Mr. Lawrence defended their action as a legitimate tactic, ruthless as it might be. He posed to Denny a question: “Does the end always justify the means?” And then, he answered it: “Apparently, for them, it does.”

I have an imaginary friend. I call him King Karma. I know that karma is a force in this universe, and that people like the Evil Twins will receive karmic justice for their actions. I know that this justice will come when the universe deems it appropriate, and it may not be in this lifetime but in the next, or the one after that. The current consciousness of the Evil Twins may never feel the brunt of the karma they have incurred, though their souls absolutely will. I understand this concept.

But I don't like it. And so my imaginary friend does things for me. If you are mean to someone, King Karma will swoop out of the sky and call you names. If you kick someone, King Karma will bound from an alley and kick you back. If you are cruel and vicious, King Karma will administer a fitting punishment.

At night, before I sleep, I talk to my imaginary friend and I send him to the Evil Twins, and he exacts his justice. It may not be much, but it's what I can do. Every night, King Karma gives them very bad dreams in which they are chased mercilessly by a pack of wild dogs until they awaken with a start, and are unable to fall asleep again.

Chapter Forty-Four

I
t was an especially difficult winter for me. Perhaps it was the stairs in our apartment building. Or maybe it was my arthritis catching up to me. Or maybe I was just tired of being a dog.

I so longed to shed this body, to be free of it. And, looking back, I can tell you it was my state of mind, it was my outlook on life, that attracted me to that car and attracted that car to me. We make our own destiny.

We walked back from Volunteer Park late in the night. It was not too cold and not too warm, a gentle breeze blew, and snow fell from the sky. I was unsettled by the snow, I remember. Denny often allowed me to walk home from the park without my leash, and that night I strayed too far from him. I was watching the flakes fall and gather in a thin layer on the sidewalk and on the street, which was empty of both cars and people.

“Yo, Zo!” he called. He whistled for me, his sharp whistle.

I looked up. He was on the other side of Aloha. He must have crossed without my noticing.

“Come here, boy!”

He slapped his thigh, and I bounded toward him into the street.

Suddenly Denny spotted the car and cried out, “No! Wait!”

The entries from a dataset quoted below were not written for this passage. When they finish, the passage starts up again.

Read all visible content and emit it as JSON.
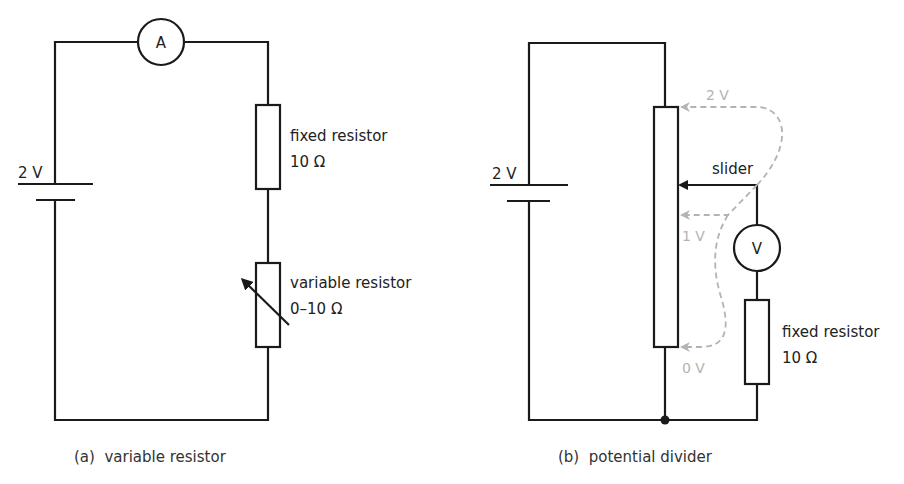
{
  "figure_a": {
    "caption": "(a)  variable resistor",
    "battery_label": "2 V",
    "ammeter_symbol": "A",
    "fixed_resistor": {
      "label": "fixed resistor",
      "value": "10 Ω"
    },
    "variable_resistor": {
      "label": "variable resistor",
      "value": "0–10 Ω"
    }
  },
  "figure_b": {
    "caption": "(b)  potential divider",
    "battery_label": "2 V",
    "slider_label": "slider",
    "voltmeter_symbol": "V",
    "potential_markers": [
      "2 V",
      "1 V",
      "0 V"
    ],
    "fixed_resistor": {
      "label": "fixed resistor",
      "value": "10 Ω"
    }
  },
  "colors": {
    "line": "#1a1a1a",
    "annotation_gray": "#b3b3b3"
  }
}
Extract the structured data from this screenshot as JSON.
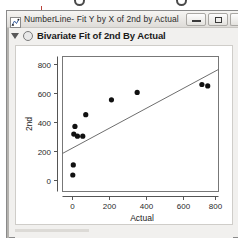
{
  "window": {
    "title": "NumberLine- Fit Y by X of 2nd by Actual",
    "icon_name": "jmp-report-icon",
    "controls": {
      "minimize_label": "Minimize",
      "maximize_label": "Maximize",
      "close_label": "Close"
    }
  },
  "report": {
    "disclosure_state": "expanded",
    "node_icon_name": "report-node-icon",
    "title": "Bivariate Fit of 2nd By Actual"
  },
  "chart_data": {
    "type": "scatter",
    "title": "Bivariate Fit of 2nd By Actual",
    "xlabel": "Actual",
    "ylabel": "2nd",
    "xlim": [
      -60,
      880
    ],
    "ylim": [
      -60,
      880
    ],
    "xticks": [
      0,
      200,
      400,
      600,
      800
    ],
    "yticks": [
      0,
      200,
      400,
      600,
      800
    ],
    "xtick_labels": [
      "0",
      "200",
      "400",
      "600",
      "800"
    ],
    "ytick_labels": [
      "0",
      "200",
      "400",
      "600",
      "800"
    ],
    "grid": false,
    "legend": "none",
    "points": [
      {
        "x": 2,
        "y": 55
      },
      {
        "x": 5,
        "y": 125
      },
      {
        "x": 8,
        "y": 340
      },
      {
        "x": 15,
        "y": 393
      },
      {
        "x": 30,
        "y": 325
      },
      {
        "x": 62,
        "y": 325
      },
      {
        "x": 80,
        "y": 475
      },
      {
        "x": 235,
        "y": 578
      },
      {
        "x": 390,
        "y": 630
      },
      {
        "x": 780,
        "y": 685
      },
      {
        "x": 815,
        "y": 675
      }
    ],
    "fit_line": {
      "name": "Linear Fit",
      "x_start": -60,
      "y_start": 205,
      "x_end": 880,
      "y_end": 790
    }
  }
}
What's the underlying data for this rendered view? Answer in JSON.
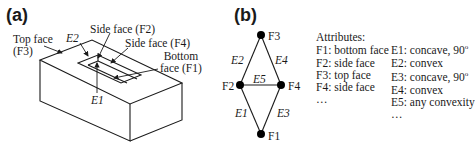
{
  "panel_a": {
    "label": "(a)",
    "callouts": {
      "top_face": [
        "Top face",
        "(F3)"
      ],
      "e2": "E2",
      "side_f2": "Side face  (F2)",
      "side_f4": "Side face  (F4)",
      "bottom": [
        "Bottom",
        "face (F1)"
      ],
      "e1": "E1"
    }
  },
  "panel_b": {
    "label": "(b)",
    "nodes": [
      {
        "id": "F3",
        "label": "F3",
        "x": 261,
        "y": 35
      },
      {
        "id": "F2",
        "label": "F2",
        "x": 240,
        "y": 85
      },
      {
        "id": "F4",
        "label": "F4",
        "x": 281,
        "y": 85
      },
      {
        "id": "F1",
        "label": "F1",
        "x": 261,
        "y": 134
      }
    ],
    "edges": [
      {
        "id": "E2",
        "label": "E2",
        "from": "F2",
        "to": "F3"
      },
      {
        "id": "E4",
        "label": "E4",
        "from": "F4",
        "to": "F3"
      },
      {
        "id": "E5",
        "label": "E5",
        "from": "F2",
        "to": "F4"
      },
      {
        "id": "E1",
        "label": "E1",
        "from": "F2",
        "to": "F1"
      },
      {
        "id": "E3",
        "label": "E3",
        "from": "F4",
        "to": "F1"
      }
    ],
    "attributes": {
      "title": "Attributes:",
      "faces": [
        "F1: bottom face",
        "F2: side face",
        "F3: top face",
        "F4: side face",
        "…"
      ],
      "edges": [
        {
          "text": "E1: concave, 90",
          "sup": "o"
        },
        {
          "text": "E2: convex",
          "sup": ""
        },
        {
          "text": "E3: concave, 90",
          "sup": "o"
        },
        {
          "text": "E4: convex",
          "sup": ""
        },
        {
          "text": "E5: any convexity",
          "sup": ""
        },
        {
          "text": "…",
          "sup": ""
        }
      ]
    }
  }
}
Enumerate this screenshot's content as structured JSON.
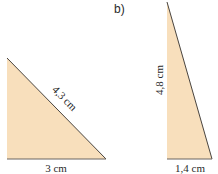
{
  "colors": {
    "fill": "#F8DFBC",
    "stroke": "#4a4540",
    "text": "#2a2a2a"
  },
  "figure_b_label": "b)",
  "triangle_a": {
    "base_label": "3 cm",
    "hypotenuse_label": "4,3 cm"
  },
  "triangle_b": {
    "height_label": "4,8 cm",
    "base_label": "1,4 cm"
  }
}
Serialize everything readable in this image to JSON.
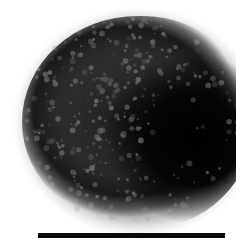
{
  "image": {
    "description": "Grayscale electron micrograph of a roughly spherical particle with granular surface texture",
    "background_color": "#ffffff",
    "particle_dark_color": "#000000",
    "particle_mid_color": "#3a3a3a",
    "speckle_color": "#9a9a9a"
  },
  "scale_bar": {
    "label": "",
    "color": "#0a0a0a"
  }
}
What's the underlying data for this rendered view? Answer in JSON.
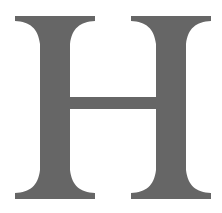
{
  "glyph": {
    "character": "H",
    "color": "#666666",
    "background": "#ffffff"
  }
}
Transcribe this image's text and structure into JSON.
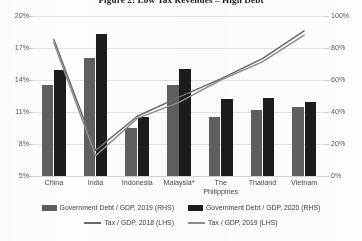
{
  "title": "Figure 2: Low Tax Revenues – High Debt",
  "axes": {
    "left_ticks": [
      "20%",
      "17%",
      "14%",
      "11%",
      "8%",
      "5%"
    ],
    "right_ticks": [
      "100%",
      "80%",
      "60%",
      "40%",
      "20%",
      "0%"
    ]
  },
  "legend": {
    "row1": [
      {
        "label": "Government Debt / GDP, 2019 (RHS)",
        "color": "#5f5f5f",
        "kind": "bar"
      },
      {
        "label": "Government Debt / GDP, 2020 (RHS)",
        "color": "#1c1c1c",
        "kind": "bar"
      }
    ],
    "row2": [
      {
        "label": "Tax / GDP,  2018 (LHS)",
        "color": "#6b6b6b",
        "kind": "line"
      },
      {
        "label": "Tax / GDP,  2019 (LHS)",
        "color": "#8e8e8e",
        "kind": "line"
      }
    ]
  },
  "chart_data": {
    "type": "bar",
    "title": "Figure 2: Low Tax Revenues – High Debt",
    "xlabel": "",
    "ylabel": "",
    "grid": true,
    "legend_position": "bottom",
    "categories": [
      "China",
      "India",
      "Indonesia",
      "Malaysia*",
      "The Philippines",
      "Thailand",
      "Vietnam"
    ],
    "category_lines": [
      [
        "China"
      ],
      [
        "India"
      ],
      [
        "Indonesia"
      ],
      [
        "Malaysia*"
      ],
      [
        "The",
        "Philippines"
      ],
      [
        "Thailand"
      ],
      [
        "Vietnam"
      ]
    ],
    "left_axis": {
      "label": "Tax / GDP (LHS)",
      "min": 5,
      "max": 20,
      "ticks": [
        5,
        8,
        11,
        14,
        17,
        20
      ],
      "unit": "%"
    },
    "right_axis": {
      "label": "Government Debt / GDP (RHS)",
      "min": 0,
      "max": 100,
      "ticks": [
        0,
        20,
        40,
        60,
        80,
        100
      ],
      "unit": "%"
    },
    "series": [
      {
        "name": "Government Debt / GDP, 2019 (RHS)",
        "kind": "bar",
        "axis": "right",
        "color": "#5f5f5f",
        "values": [
          57,
          74,
          30,
          57,
          37,
          41,
          43
        ]
      },
      {
        "name": "Government Debt / GDP, 2020 (RHS)",
        "kind": "bar",
        "axis": "right",
        "color": "#1c1c1c",
        "values": [
          66,
          89,
          37,
          67,
          48,
          49,
          46
        ]
      },
      {
        "name": "Tax / GDP,  2018 (LHS)",
        "kind": "line",
        "axis": "left",
        "color": "#6b6b6b",
        "values": [
          17.8,
          7.4,
          10.6,
          12.4,
          14.1,
          16.0,
          18.6
        ]
      },
      {
        "name": "Tax / GDP,  2019 (LHS)",
        "kind": "line",
        "axis": "left",
        "color": "#8e8e8e",
        "values": [
          17.5,
          6.9,
          10.4,
          11.9,
          14.0,
          15.7,
          18.2
        ]
      }
    ]
  }
}
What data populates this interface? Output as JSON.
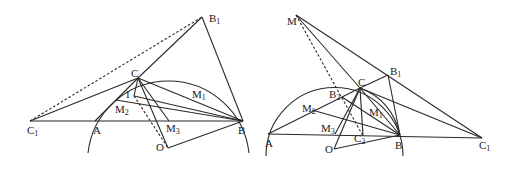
{
  "figures": [
    {
      "id": "left",
      "points": {
        "C1": {
          "label": "C",
          "sub": "1",
          "x": 30,
          "y": 121
        },
        "A": {
          "label": "A",
          "x": 95,
          "y": 121
        },
        "B": {
          "label": "B",
          "x": 243,
          "y": 121
        },
        "C": {
          "label": "C",
          "x": 138,
          "y": 78
        },
        "B1": {
          "label": "B",
          "sub": "1",
          "x": 202,
          "y": 17
        },
        "I": {
          "label": "I",
          "x": 134,
          "y": 96
        },
        "M1": {
          "label": "M",
          "sub": "1",
          "x": 195,
          "y": 90
        },
        "M2": {
          "label": "M",
          "sub": "2",
          "x": 116,
          "y": 100
        },
        "M3": {
          "label": "M",
          "sub": "3",
          "x": 169,
          "y": 121
        },
        "O": {
          "label": "O",
          "x": 168,
          "y": 148
        }
      }
    },
    {
      "id": "right",
      "points": {
        "M": {
          "label": "M",
          "x": 296,
          "y": 15
        },
        "B1": {
          "label": "B",
          "sub": "1",
          "x": 388,
          "y": 75
        },
        "C": {
          "label": "C",
          "x": 360,
          "y": 88
        },
        "B2": {
          "label": "B",
          "sub": "2",
          "x": 342,
          "y": 97
        },
        "M2": {
          "label": "M",
          "sub": "2",
          "x": 312,
          "y": 110
        },
        "M1": {
          "label": "M",
          "sub": "1",
          "x": 373,
          "y": 110
        },
        "M3": {
          "label": "M",
          "sub": "3",
          "x": 335,
          "y": 134
        },
        "A": {
          "label": "A",
          "x": 268,
          "y": 134
        },
        "C2": {
          "label": "C",
          "sub": "2",
          "x": 363,
          "y": 136
        },
        "B": {
          "label": "B",
          "x": 400,
          "y": 135
        },
        "O": {
          "label": "O",
          "x": 334,
          "y": 149
        },
        "C1": {
          "label": "C",
          "sub": "1",
          "x": 482,
          "y": 138
        }
      }
    }
  ]
}
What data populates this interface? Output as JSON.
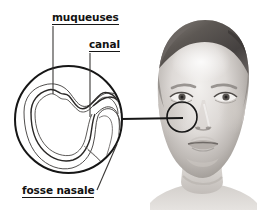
{
  "figure": {
    "background_color": "#ffffff",
    "line_color": "#161616",
    "text_color": "#121212",
    "width": 273,
    "height": 210
  },
  "labels": {
    "muqueuses": "muqueuses",
    "canal": "canal",
    "fosse_nasale": "fosse nasale"
  },
  "callout": {
    "magnifier_circle": {
      "cx": 68.5,
      "cy": 119.5,
      "r": 53.5
    },
    "nose_circle": {
      "cx": 182,
      "cy": 117,
      "r": 15
    },
    "connector_line": {
      "x1": 122,
      "y1": 119,
      "x2": 182,
      "y2": 118
    }
  },
  "leader_lines": {
    "muqueuses": {
      "x1": 53,
      "y1": 26,
      "x2": 53,
      "y2": 94
    },
    "canal": {
      "x1": 90,
      "y1": 53,
      "x2": 90,
      "y2": 117
    },
    "fosse_nasale": {
      "x1": 97,
      "y1": 191,
      "x2": 116,
      "y2": 146
    }
  },
  "photo": {
    "subject": "portrait de femme en niveaux de gris, cheveux courts, vue de face",
    "region": {
      "x": 152,
      "y": 14,
      "width": 112,
      "height": 196
    }
  },
  "anatomy": {
    "parts": [
      {
        "name": "muqueuses",
        "description": "double contour ondule de la paroi interne"
      },
      {
        "name": "canal",
        "description": "conduit etroit en S sur le cote droit"
      },
      {
        "name": "fosse nasale",
        "description": "cavite principale fermee"
      }
    ]
  }
}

The tires did not scream, as tires do. The ground was covered with a thin layer of snow. The tires hushed. They shushed. And then the car hit me.

So stupid
, I thought.
I am so stupid. I am the stupidest dog on the planet, and I have the nerve to dream of becoming a man? I am stupid.

“Settle down, boy.” Denny's hands were on me. Warm.

“I didn't see—” said the driver of the car.

“I know,” said Denny.

“He shot out—” continued the driver.

“I totally understand. I saw the whole thing,” replied Denny.

Denny lifted me. Denny held me. “I'm several blocks from home. He's too heavy to carry. Will you drive me?”

“Sure, but—”

“You tried to stop. The street is snowy,” Denny said calmly.

“I'm totally freaking—I've never hit a dog before.”

“What just happened isn't important,” Denny said. “Let's think about what's going to happen next. Get in your car.”

“Yeah,” the boy said. He was just a boy. A teenager. “Where should I go?”

“Everything's fine,” Denny said, sliding into the backseat with me on his lap. “Take a deep breath and let's drive.”